The sleepy Holiday Inn in suburban Gaithersburg, Maryland, was the implausible setting last fall for a dramatic break with FDA tradition. On November 1, the FDA’s Antiviral Drugs Advisory Committee, a panel of independent consultants, voted 13 to 1 to block Gilead Sciences’ campaign for accelerated approval of its new nuke, adefovir. While there have been rocky hearings in recent memory, this was the FDA’s first rejection after 14 straight approvals of anti-HIV drugs. Nearly every drug went through accelerated approval, which allows marketing of products with limited data when lives are at stake.

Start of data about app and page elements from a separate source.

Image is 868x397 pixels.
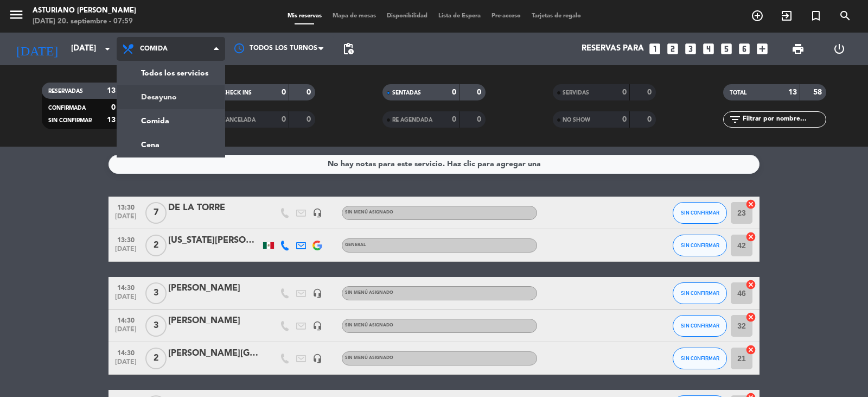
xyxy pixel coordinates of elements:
[117,133,225,157] a: Cena
[345,290,394,294] span: Sin menú asignado
[168,281,261,295] div: [PERSON_NAME]
[527,13,587,19] span: Tarjetas de regalo
[831,7,860,25] span: BUSCAR
[839,9,852,22] i: search
[306,89,313,96] strong: 0
[140,45,168,53] span: Comida
[672,282,727,304] button: SIN CONFIRMAR
[112,280,139,293] span: 14:30
[780,9,793,22] i: exit_to_app
[145,315,166,337] span: 3
[112,325,139,338] span: [DATE]
[772,7,801,25] span: WALK IN
[145,235,166,256] span: 2
[746,279,756,289] i: cancel
[33,16,136,27] div: [DATE] 20. septiembre - 07:59
[738,42,751,56] i: looks_6
[107,116,116,124] strong: 13
[791,42,804,55] span: print
[312,289,322,298] i: headset_mic
[801,7,831,25] span: Reserva especial
[112,245,139,258] span: [DATE]
[742,113,826,126] input: Filtrar por nombre...
[381,13,433,19] span: Disponibilidad
[8,37,66,61] i: [DATE]
[312,353,322,363] i: headset_mic
[112,293,139,306] span: [DATE]
[48,117,92,123] span: SIN CONFIRMAR
[746,344,756,355] i: cancel
[672,315,727,337] button: SIN CONFIRMAR
[341,42,355,55] span: pending_actions
[562,117,590,122] span: NO SHOW
[8,7,24,27] button: menu
[672,347,727,369] button: SIN CONFIRMAR
[145,282,166,304] span: 3
[666,42,680,56] i: looks_two
[312,240,322,250] img: google-logo.png
[222,90,252,95] span: CHECK INS
[112,358,139,371] span: [DATE]
[746,232,756,242] i: cancel
[809,9,822,22] i: turned_in_not
[486,13,527,19] span: Pre-acceso
[562,90,589,95] span: SERVIDAS
[833,42,846,55] i: power_settings_new
[746,311,756,322] i: cancel
[477,116,483,123] strong: 0
[327,13,381,19] span: Mapa de mesas
[112,346,139,358] span: 14:30
[145,347,166,369] span: 2
[702,42,716,56] i: looks_4
[720,42,734,56] i: looks_5
[647,116,654,123] strong: 0
[48,89,83,94] span: RESERVADAS
[112,313,139,325] span: 14:30
[48,105,86,111] span: CONFIRMADA
[117,109,225,133] a: Comida
[112,201,139,213] span: 13:30
[145,202,166,223] span: 7
[111,104,116,111] strong: 0
[282,116,286,123] strong: 0
[392,117,433,122] span: RE AGENDADA
[681,289,720,296] span: SIN CONFIRMAR
[112,233,139,245] span: 13:30
[112,213,139,225] span: [DATE]
[681,210,720,215] span: SIN CONFIRMAR
[8,7,24,23] i: menu
[168,201,261,215] div: DE LA TORRE
[647,89,654,96] strong: 0
[345,243,366,247] span: GENERAL
[328,158,541,170] div: No hay notas para este servicio. Haz clic para agregar una
[681,322,720,329] span: SIN CONFIRMAR
[168,314,261,328] div: [PERSON_NAME]
[681,242,720,248] span: SIN CONFIRMAR
[306,116,313,123] strong: 0
[751,9,764,22] i: add_circle_outline
[222,117,256,122] span: CANCELADA
[117,61,225,86] a: Todos los servicios
[345,323,394,327] span: Sin menú asignado
[813,89,824,96] strong: 58
[282,13,327,19] span: Mis reservas
[477,89,483,96] strong: 0
[345,355,394,360] span: Sin menú asignado
[648,42,662,56] i: looks_one
[168,346,261,360] div: [PERSON_NAME][GEOGRAPHIC_DATA]
[582,44,644,54] span: Reservas para
[672,202,727,223] button: SIN CONFIRMAR
[312,208,322,218] i: headset_mic
[168,233,261,248] div: [US_STATE][PERSON_NAME]
[742,7,772,25] span: RESERVAR MESA
[33,6,136,16] div: Asturiano [PERSON_NAME]
[392,90,421,95] span: SENTADAS
[433,13,486,19] span: Lista de Espera
[684,42,698,56] i: looks_3
[756,42,769,56] i: add_box
[788,89,797,96] strong: 13
[282,89,286,96] strong: 0
[681,355,720,361] span: SIN CONFIRMAR
[729,90,747,95] span: TOTAL
[452,89,456,96] strong: 0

Despite this unprecedented outcome, longtime FDA panel member Roger Pomerantz, MD, of Philadelphia’s Thomas Jefferson University, denies any policy implications for the fast-track process: “There’s been no change at all on our part. What has changed is the armamentarium [collection of antiretroviral drugs]. There might have been a niche for adefovir a few years ago, but given its toxicity and weak activity, we thought it should stay in expanded access while more data are collected.”

Ron Baker, the editor of www. HIVandHepatitis.com and one of the few treatment advocates to lobby for immediate adefovir approval, strongly disagrees with the panel’s decision. In a website editorial he argued, “To many people with AIDS who are without treatment options, adefovir may look pretty good. At least the drug offers a reasonable hope, which ought not to be denied to any person facing the grim prospect of battling multidrug-resistant HIV.”

In the aftermath of the advisory panel’s negative vote, Gilead is scrambling to negotiate a narrow approval for adefovir along the lines that Baker suggests. But it is hard to put faith in a drug whose most striking activity is its side effects. After a year, about half of the people taking adefovir at the original 120-milligram dose show potentially life-threatening deficiencies in their kidneys’ blood-filtering ability. (The kidney malfunction usually reverses after discontinuing adefovir.) Gilead’s response, to halve the recommended dose, took place after the main adefovir trials were done. At the hearing, Gilead could produce one-year safety data for only 73 people on the new 60-milligram dose. A shocked silence settled over the advisory committee when this puny figure came out.

Gilead also offered the results of a last-minute trial attempting to show that, illogical as it may seem, 60 milligrams of adefovir is as effective as 120 milligrams. At the hearing, FDA officials and committee members complained that this trial was too short and bewildering to demonstrate anything at all. The comparison between doses is dubious particularly because only one large trial found that the higher dose is effective against HIV. Adefovir’s performance here was modest compared to the nine anti-HIV agents approved after this trial’s 1996 commencement.

Worse yet was ACTG 359, a 1998 salvage-therapy study in people with failing regimens including indinavir (Crixivan). It compared combos containing the approved non-nuke delavirdine (Rescriptor) to ones with adefovir. ACTG 359 found that the regimens with delavirdine successfully suppressed HIV twice as often as the ones with adefovir. Another dismaying observation was that combining adefovir with either delavirdine or the protease inhibitor saquinavir (Fortovase) seemed to drastically cut these drugs’ blood levels, rendering them ineffective. Adefovir’s inability to rescue ACTG 359’s Crixivan failures remains a big strike against the new compound’s chances for accelerated approval.

Gilead’s immediate hope is to cull some new data out of past and ongoing adefovir trials to make a convincing case for approval as a last-ditch drug when all else fails. In the meantime, adefovir is available through an expanded-access program open to people in this situation. With 4,000 people currently receiving adefovir through expanded access, the program will be a valuable source of further safety info on the 60-milligram dose.

In one recently commenced trial, Gilead is finally pursuing 18-month-old lab studies indicating that adefovir has extra activity against mutated HIV that resists the nuke 3TC (Epivir). This and other new trials may or may not demonstrate a special niche for adefovir, but they will take two years to complete. By then, more potent agents, such as Abbott’s new protease inhibitor, ABT-378, which is performing very well as both initial and salvage therapy, and Gilead’s own tenofovir, a better and safer compound in the adefovir family, will offer a more reasonable hope to those with limited treatment options.